**Task directions**
In the response, each entry below should appear again exactly as given.

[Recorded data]
────────────────────

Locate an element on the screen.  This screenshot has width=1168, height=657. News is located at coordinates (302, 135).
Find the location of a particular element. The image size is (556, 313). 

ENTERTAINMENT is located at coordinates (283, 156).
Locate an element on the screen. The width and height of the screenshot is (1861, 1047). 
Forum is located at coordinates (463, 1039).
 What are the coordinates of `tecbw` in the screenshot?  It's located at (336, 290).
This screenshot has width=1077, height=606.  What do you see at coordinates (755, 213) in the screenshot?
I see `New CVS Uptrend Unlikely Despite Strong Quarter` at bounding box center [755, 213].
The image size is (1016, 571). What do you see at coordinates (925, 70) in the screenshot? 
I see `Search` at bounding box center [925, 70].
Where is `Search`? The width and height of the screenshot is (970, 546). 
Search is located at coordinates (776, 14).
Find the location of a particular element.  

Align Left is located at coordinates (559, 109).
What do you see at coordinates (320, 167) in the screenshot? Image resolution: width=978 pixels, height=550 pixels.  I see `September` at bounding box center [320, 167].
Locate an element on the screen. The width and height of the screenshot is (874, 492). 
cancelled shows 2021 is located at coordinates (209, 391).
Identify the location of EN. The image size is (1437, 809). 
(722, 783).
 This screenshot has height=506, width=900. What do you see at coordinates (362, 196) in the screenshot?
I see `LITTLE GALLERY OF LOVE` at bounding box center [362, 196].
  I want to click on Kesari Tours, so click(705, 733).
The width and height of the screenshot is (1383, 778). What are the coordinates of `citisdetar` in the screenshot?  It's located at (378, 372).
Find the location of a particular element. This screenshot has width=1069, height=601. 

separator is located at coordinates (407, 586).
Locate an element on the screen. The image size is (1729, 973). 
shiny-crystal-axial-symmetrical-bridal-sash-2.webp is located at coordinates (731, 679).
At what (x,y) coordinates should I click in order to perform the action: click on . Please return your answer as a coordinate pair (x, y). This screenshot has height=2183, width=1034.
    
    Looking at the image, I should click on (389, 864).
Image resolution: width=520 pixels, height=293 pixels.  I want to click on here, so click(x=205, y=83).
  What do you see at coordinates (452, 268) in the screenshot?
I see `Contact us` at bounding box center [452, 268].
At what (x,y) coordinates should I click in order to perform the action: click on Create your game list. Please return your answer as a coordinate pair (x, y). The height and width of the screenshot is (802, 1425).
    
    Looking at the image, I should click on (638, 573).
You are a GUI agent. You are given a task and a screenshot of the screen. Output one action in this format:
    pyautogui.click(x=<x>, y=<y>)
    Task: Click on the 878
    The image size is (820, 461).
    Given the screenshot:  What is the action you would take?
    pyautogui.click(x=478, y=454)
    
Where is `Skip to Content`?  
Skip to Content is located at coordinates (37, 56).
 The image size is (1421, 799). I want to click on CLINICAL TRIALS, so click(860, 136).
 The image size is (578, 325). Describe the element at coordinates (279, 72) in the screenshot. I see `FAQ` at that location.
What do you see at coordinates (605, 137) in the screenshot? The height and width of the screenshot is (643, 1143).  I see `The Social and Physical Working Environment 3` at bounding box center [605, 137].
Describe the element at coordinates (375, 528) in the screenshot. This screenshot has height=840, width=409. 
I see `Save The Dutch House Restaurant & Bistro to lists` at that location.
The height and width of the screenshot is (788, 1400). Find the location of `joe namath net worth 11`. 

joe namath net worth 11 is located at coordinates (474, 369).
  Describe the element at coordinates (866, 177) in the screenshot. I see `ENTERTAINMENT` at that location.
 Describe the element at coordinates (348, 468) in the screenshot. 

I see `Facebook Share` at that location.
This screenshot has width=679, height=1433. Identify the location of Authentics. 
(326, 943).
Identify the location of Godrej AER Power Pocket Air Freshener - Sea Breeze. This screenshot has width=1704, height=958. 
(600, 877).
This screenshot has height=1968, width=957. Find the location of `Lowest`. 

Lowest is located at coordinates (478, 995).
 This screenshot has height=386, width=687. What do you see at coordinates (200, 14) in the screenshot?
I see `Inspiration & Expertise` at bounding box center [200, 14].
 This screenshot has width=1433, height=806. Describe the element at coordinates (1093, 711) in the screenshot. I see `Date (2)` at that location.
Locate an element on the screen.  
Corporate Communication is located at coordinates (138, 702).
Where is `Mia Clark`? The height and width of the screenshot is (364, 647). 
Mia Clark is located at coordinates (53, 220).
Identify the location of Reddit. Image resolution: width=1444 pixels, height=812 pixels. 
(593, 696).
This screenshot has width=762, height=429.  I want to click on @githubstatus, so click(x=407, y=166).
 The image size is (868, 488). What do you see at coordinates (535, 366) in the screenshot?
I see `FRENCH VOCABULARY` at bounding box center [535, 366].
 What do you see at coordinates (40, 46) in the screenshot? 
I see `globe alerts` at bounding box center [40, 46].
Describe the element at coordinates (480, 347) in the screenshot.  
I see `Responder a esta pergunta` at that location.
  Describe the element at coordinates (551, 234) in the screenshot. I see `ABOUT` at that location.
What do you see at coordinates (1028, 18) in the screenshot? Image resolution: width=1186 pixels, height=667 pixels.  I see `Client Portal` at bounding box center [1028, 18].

────────────────────

**Task result**
Locate an element on the screen.  This screenshot has width=1168, height=657. News is located at coordinates (302, 135).
Find the location of a particular element. The image size is (556, 313). 

ENTERTAINMENT is located at coordinates (283, 156).
Locate an element on the screen. The width and height of the screenshot is (1861, 1047). 
Forum is located at coordinates (463, 1039).
 What are the coordinates of `tecbw` in the screenshot?  It's located at (336, 290).
This screenshot has width=1077, height=606.  What do you see at coordinates (755, 213) in the screenshot?
I see `New CVS Uptrend Unlikely Despite Strong Quarter` at bounding box center [755, 213].
The image size is (1016, 571). What do you see at coordinates (925, 70) in the screenshot? 
I see `Search` at bounding box center [925, 70].
Where is `Search`? The width and height of the screenshot is (970, 546). 
Search is located at coordinates (776, 14).
Find the location of a particular element.  

Align Left is located at coordinates (559, 109).
What do you see at coordinates (320, 167) in the screenshot? Image resolution: width=978 pixels, height=550 pixels.  I see `September` at bounding box center [320, 167].
Locate an element on the screen. The width and height of the screenshot is (874, 492). 
cancelled shows 2021 is located at coordinates (209, 391).
Identify the location of EN. The image size is (1437, 809). 
(722, 783).
 This screenshot has height=506, width=900. What do you see at coordinates (362, 196) in the screenshot?
I see `LITTLE GALLERY OF LOVE` at bounding box center [362, 196].
  I want to click on Kesari Tours, so click(705, 733).
The width and height of the screenshot is (1383, 778). What are the coordinates of `citisdetar` in the screenshot?  It's located at (378, 372).
Find the location of a particular element. This screenshot has width=1069, height=601. 

separator is located at coordinates (407, 586).
Locate an element on the screen. The image size is (1729, 973). 
shiny-crystal-axial-symmetrical-bridal-sash-2.webp is located at coordinates (731, 679).
At what (x,y) coordinates should I click in order to perform the action: click on . Please return your answer as a coordinate pair (x, y). This screenshot has height=2183, width=1034.
    
    Looking at the image, I should click on (389, 864).
Image resolution: width=520 pixels, height=293 pixels.  I want to click on here, so click(x=205, y=83).
  What do you see at coordinates (452, 268) in the screenshot?
I see `Contact us` at bounding box center [452, 268].
At what (x,y) coordinates should I click in order to perform the action: click on Create your game list. Please return your answer as a coordinate pair (x, y). The height and width of the screenshot is (802, 1425).
    
    Looking at the image, I should click on (638, 573).
You are a GUI agent. You are given a task and a screenshot of the screen. Output one action in this format:
    pyautogui.click(x=<x>, y=<y>)
    Task: Click on the 878
    The image size is (820, 461).
    Given the screenshot:  What is the action you would take?
    pyautogui.click(x=478, y=454)
    
Where is `Skip to Content`?  
Skip to Content is located at coordinates (37, 56).
 The image size is (1421, 799). I want to click on CLINICAL TRIALS, so click(860, 136).
 The image size is (578, 325). Describe the element at coordinates (279, 72) in the screenshot. I see `FAQ` at that location.
What do you see at coordinates (605, 137) in the screenshot? The height and width of the screenshot is (643, 1143).  I see `The Social and Physical Working Environment 3` at bounding box center [605, 137].
Describe the element at coordinates (375, 528) in the screenshot. This screenshot has height=840, width=409. 
I see `Save The Dutch House Restaurant & Bistro to lists` at that location.
The height and width of the screenshot is (788, 1400). Find the location of `joe namath net worth 11`. 

joe namath net worth 11 is located at coordinates (474, 369).
  Describe the element at coordinates (866, 177) in the screenshot. I see `ENTERTAINMENT` at that location.
 Describe the element at coordinates (348, 468) in the screenshot. 

I see `Facebook Share` at that location.
This screenshot has width=679, height=1433. Identify the location of Authentics. 
(326, 943).
Identify the location of Godrej AER Power Pocket Air Freshener - Sea Breeze. This screenshot has width=1704, height=958. 
(600, 877).
This screenshot has height=1968, width=957. Find the location of `Lowest`. 

Lowest is located at coordinates (478, 995).
 This screenshot has height=386, width=687. What do you see at coordinates (200, 14) in the screenshot?
I see `Inspiration & Expertise` at bounding box center [200, 14].
 This screenshot has width=1433, height=806. Describe the element at coordinates (1093, 711) in the screenshot. I see `Date (2)` at that location.
Locate an element on the screen.  
Corporate Communication is located at coordinates (138, 702).
Where is `Mia Clark`? The height and width of the screenshot is (364, 647). 
Mia Clark is located at coordinates (53, 220).
Identify the location of Reddit. Image resolution: width=1444 pixels, height=812 pixels. 
(593, 696).
This screenshot has width=762, height=429.  I want to click on @githubstatus, so click(x=407, y=166).
 The image size is (868, 488). What do you see at coordinates (535, 366) in the screenshot?
I see `FRENCH VOCABULARY` at bounding box center [535, 366].
 What do you see at coordinates (40, 46) in the screenshot? 
I see `globe alerts` at bounding box center [40, 46].
Describe the element at coordinates (480, 347) in the screenshot.  
I see `Responder a esta pergunta` at that location.
  Describe the element at coordinates (551, 234) in the screenshot. I see `ABOUT` at that location.
What do you see at coordinates (1028, 18) in the screenshot? Image resolution: width=1186 pixels, height=667 pixels.  I see `Client Portal` at bounding box center [1028, 18].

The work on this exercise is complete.